The 796 also offers a “scratchpad” screen that pilots can use to write clearances Etch-a-Sketch-style by dragging a fingertip. No pen, pencil, or stylus is needed or desired (although my own fat-fingered scrawling could be nearly impossible to decipher). A separate document viewer allows downloading aircraft manuals and checklists.

The 796 uses a capacitive screen like Garmin’s panel-mount GTN750 and 650 that sense electrical charges from the user’s finger. A resistive screen such as the kind found on the aera 500-series senses pressure instead of electrical current. Pilots who fly with gloves may elect to cut off the tip on the index finger of the glove they wear on the GPS hand in order for the 796 to work properly.

Pilots accustomed to other Garmin products will find the shallow menus with familiar icons easy to navigate. The home page can be reached by simply holding down the dedicated Back key, and it’s seldom more than two touches away.

Flight plans are easy to build and modify in flight, and loading approaches becomes quick with practice. But some practice, or at least reading the 46-page Quick Reference Guide (QRG), is in order. (Don’t be put off by the long length of the QRG. Much of it is lawyerly admonishments that no one reads, and the rest is extremely concise and well illustrated.)

Four permanent keys at the bottom of the 796 provide the most commonly used commands: back, menu, direct-to, and nearest. There’s also a panel page on the moving map (familiar to users of the 496, 696, and aera series) that shows steam-gauge-style presentations for groundspeed, altitude, HSI, vertical speed, and turn coordinator. Unlike the 696, however, which allows users to switch instantly between the panel and full-screen map views at the touch of a single button, performing the task on a 796 requires several steps.

Airspace questions can usually be answered by touching the Class B, C, or D rings or MOA markings and reading the information provided about floors, ceilings, and radio frequencies for controlling agencies. Touch a mountain on the map and the 796 shows its height in msl.

Garmin aera 796 The 796 screen is bigger and brighter than many panel-mounted GPS navigators.

The 796 offers pilots their choice between Garmin’s own moving map (with weather, terrain, and topographical overlays) and photocopied VFR sectionals and IFR low- and high-altitude charts.
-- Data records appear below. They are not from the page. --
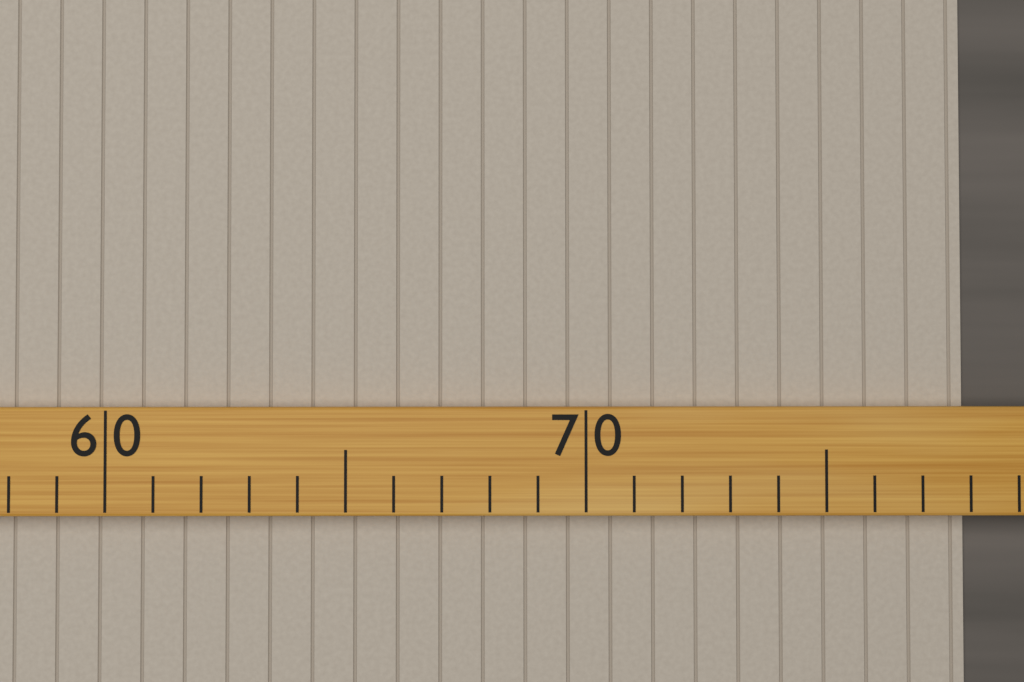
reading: 78 (no unit)
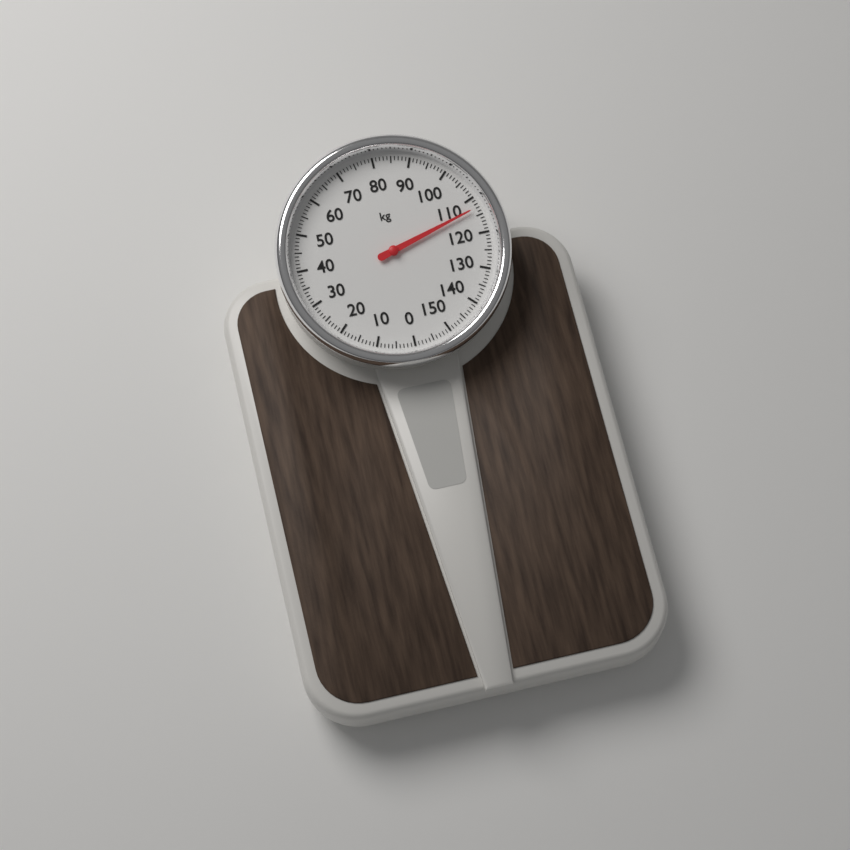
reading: 113 kg
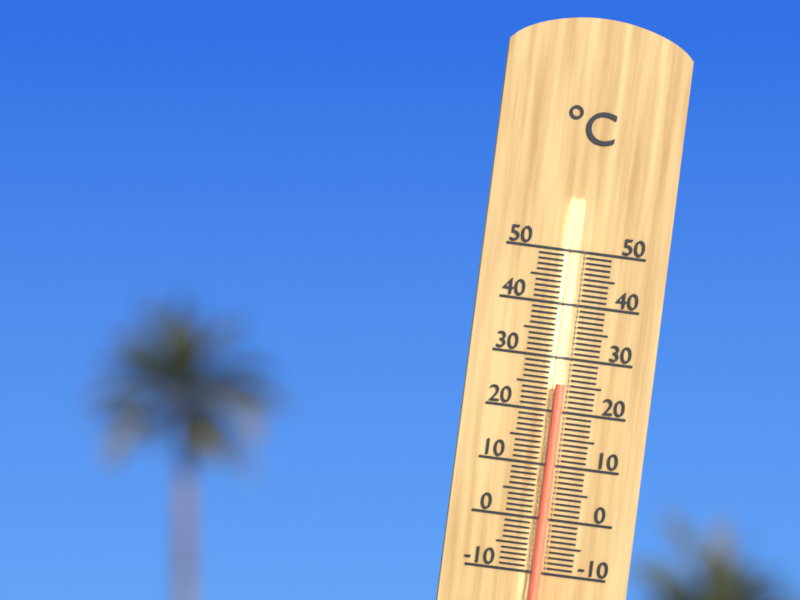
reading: 25 °C
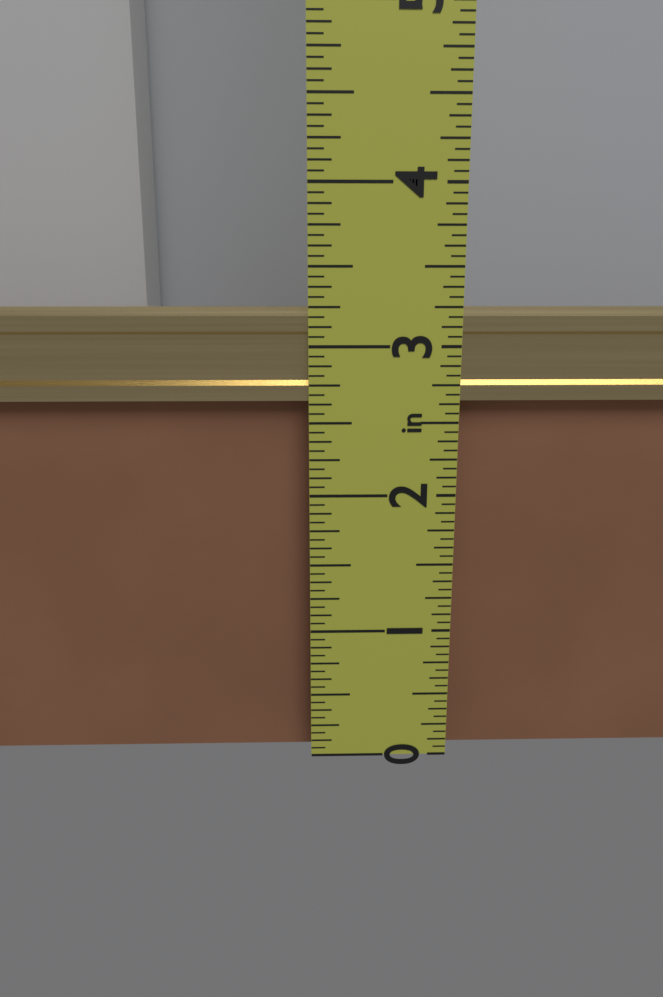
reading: 3.2500 in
But the VFR and IFR charts have one big limitation in that they can’t overlay the magenta course line or XM Weather.

Personally, I prefer the clarity and better readability of Garmin’s own hybrid maps, but many pilots have been clamoring for actual charts, and the 796 gives them what they’ve been asking for. Garmin also performs a neat sleight-of-hand trick by seamlessly switching between VFR sectionals and more detailed terminal area charts as the user zooms in on cities with the nation’s busiest airports. (Watch carefully, though, because the change is so quick it’s easy to miss.)

Garmin is mum on ways that it might upgrade the 796 in the future—but the new device lays the hardware foundation for ADS-B “In” features such as subscription-free cockpit weather and traffic that are at the core of the “NextGen” air traffic control system. And 3D Vision invites speculation about ways in which the 796 might become connected to a future AHRS so that it can provide primary flight data (as Garmin’s own G3X does in the Experimental market).

The 796 is unlikely to win over 696 owners, many of whom have hard-wired the versatile MFDs into their panels. But the 796 isn’t intended for them so much as iPad users. It aims squarely at the ubiquitous tablet by adopting some of its best features and packaging them in a sturdy, robust frame, with a screen that absorbs glare and is much easier to read in direct sunlight.

In some ways, the 796 assumes pilots already have another tablet computer or smartphone since the 796 borrows much from those devices. Also, since the 796 isn’t linked to the Internet, those other devices are still helpful for preflight tasks such as checking weather and filing flight plans remotely.

Garmin is betting that pilots, even those among us already enamored with the iPad, will want a 796 in their flight bags, too.

Email the author at [email protected].